The rollout of the European Union's new Entry/Exit System (EES) is causing significant delays and long queues for non-EU tourists at Geneva airport, impacting the peak ski season and raising concerns about border efficiency.

"Foreign tourists faced interminable queues at Geneva airport due to EES rollout."
"Chronic border control understaffing, unresolved technology issues, especially with regard to border automation."
Geneva Airport is buckling under the weight of bureaucracy. As thousands of tourists descend upon Switzerland for the prime ski season, they are being met not with Swiss efficiency, but with interminable queues and unprecedented delays. The culprit is the European Unionâs new Entry/Exit System (EES), a biometric dragnet that has turned the simple act of arrival into an endurance test. Reports confirm that wait times have skyrocketed to a staggering 2.5 hours for non-EU nationals, a critical failure for a hub that prides itself on seamless connectivity to the Alps.
While an influx of travelers is expected during the winter months, public broadcaster RTS explicitly labels these current waiting times as "exceptional." This is not standard holiday traffic; this is a systemic chokehold. The chaos is particularly acute for travelers from the UK and other third countries, who now find themselves trapped in bottlenecks that threaten to derail the start of their holidays. The airport is grappling with a crisis that is visibly straining its infrastructure, putting immense pressure on customs officers who are fighting a losing battle against the clock.
The promise of digital streamlining has collided violently with reality. The EES, rolled out across Switzerland in October and November 2025, was touted as a modernization of border security. Instead, it has become a logistical nightmare. The system mandates the digital registration of travelers from outside the EU and EFTA (excluding Norway, Iceland, and Liechtenstein), forcing individual biometric checks that are proving agonizingly slow in practice.
Technological friction is the core of the issue. The new regime requires facial image and fingerprint data capture for entry, a process that is significantly more time-consuming than previous passport stamps.
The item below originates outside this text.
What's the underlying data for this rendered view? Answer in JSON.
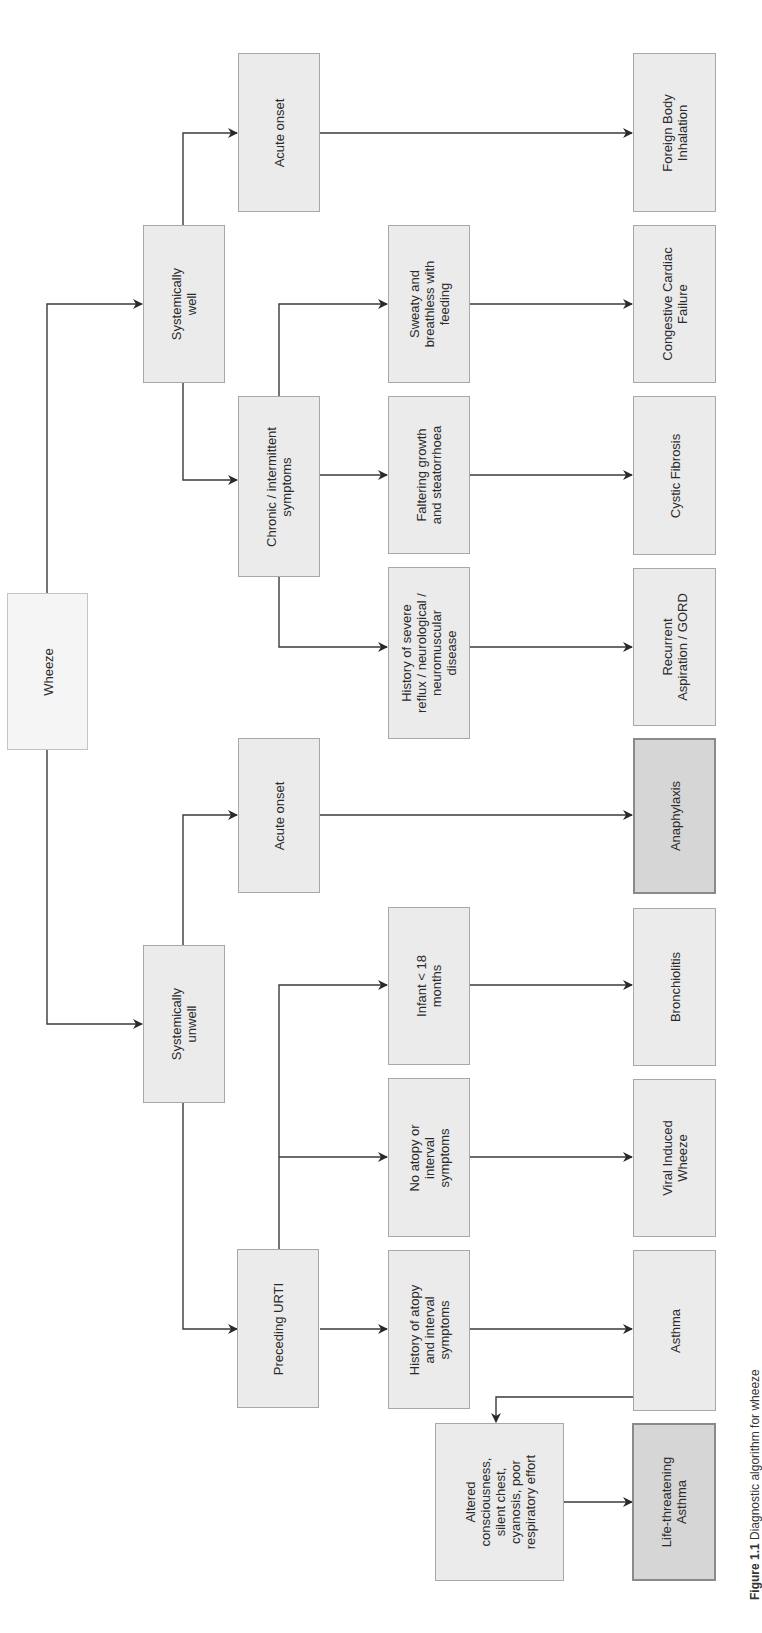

Consequently, scores of British tourists and other non-European visitors are languishing in lines that snake through the terminal. This technological stumbling block is not just an inconvenience; it is a reputational hazard for Swiss tourism. As the system confronts its first major stress test during the winter peak, the verdict is damning: the hardware is present, but the efficiency is nowhere to be found.
The ripple effects of the border crisis are paralyzing operations beyond the passport desks. In a surreal scene, luggage carousels are churning out bags that no one is there to claim, leading to massive luggage pile-ups in the baggage reclaim halls. Because owners are stuck in immigration limbo for hours, their equipment and suitcases are creating secondary logistical hazards. Airport authorities have been forced to deploy a dedicated team solely to manage this accumulation of orphaned luggage.
In a frantic bid to mitigate the disaster, Geneva Airport officials have doubled the number of agents in the arrivals hall. These reinforcements are tasked with managing the agitated crowds and providing information, but they are essentially applying a bandage to a hemorrhage. While officials insist they are "working to resolve the problem," the sheer volume of passengers combined with the slow processing time of the EES suggests that staffing increases alone cannot compensate for the systemic flaws of the new border control process.
Geneva is not suffering in isolation; it is the canary in the coal mine for European aviation. The chaos witnessed here is symptomatic of a continent-wide failure. Three major aviation heavyweightsâAirports Council International (ACI) Europe, Airlines for Europe (A4E), and IATAâhave issued a blistering critique to the European Commission. They cite "persistent excessive waiting times of up to 2 hours" across various entry points, attributing the gridlock to "chronic border control understaffing" and "unresolved technology issues."
The industry's warning is stark and urgent. They highlight the "very limited uptake of the Frontex pre-registration app" as a critical failure point that prevents automation from working as intended. If these issues are not rectified immediately, the current winter frustrations will be a mere prelude to a summer of absolute travel chaos. For Switzerland, a nation dependent on its image of reliability and hospitality, the continued malfunction of the EES poses a severe threat to its tourism economy.